In Yocalla, a municipality of 10,000 people, mainly members of the Pukina indigenous community, “755 families live in rural areas with limited electricity; the national power grid has not yet reached those places,” project consultant Yara Montenegro told IPS.

Thanks to the programme, which began in March, 30 poor families have received solar panels connected to lithium batteries, produced at the La Palca pilot plant in Potosí, which store the fluid.

Each system costs 400 dollars, of which the families contribute half and the organisation and the government the other half.
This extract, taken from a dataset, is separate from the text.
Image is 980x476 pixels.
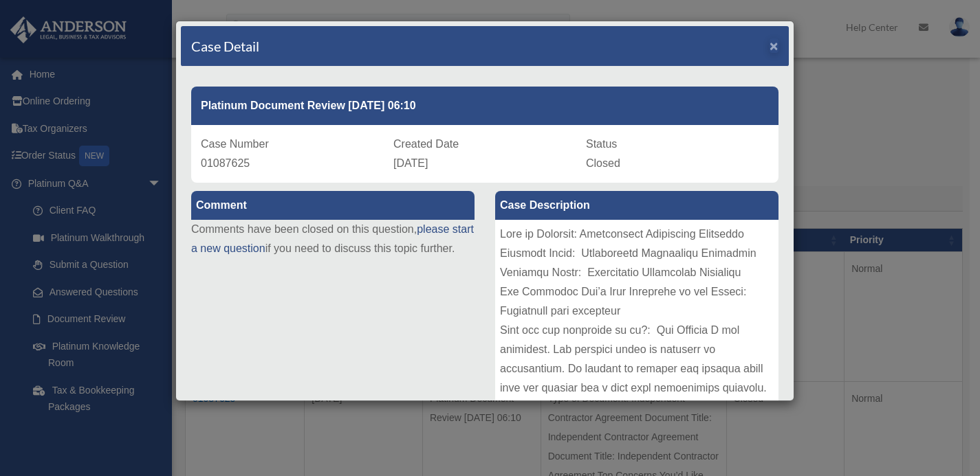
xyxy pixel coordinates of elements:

The families can connect two lamps, charge a cell phone and listen to the radio, replacing the use of firewood, candles and conventional batteries.

The development of clean sources plays a decisive role in achieving one of the 17 Sustainable Development Goals (SDGs), which make up the 2030 Agenda for Sustainable Development.

Goal seven aims to establish “affordable and non-polluting energy” – a goal that also has an impact on the achievement of at least another 11 SDGs, which the international community set for itself in 2015 for the next 15 years, within the framework of the United Nations.

In addition, the success of the Sustainable Energy for All Initiative (SE4All), the programme to be implemented during the Decade of Sustainable Energy for All 2014-2024, which aims to guarantee universal access to modern energy services, and to double the global rate of energy efficiency upgrades and the share of renewables in the global energy mix, depends on that progress.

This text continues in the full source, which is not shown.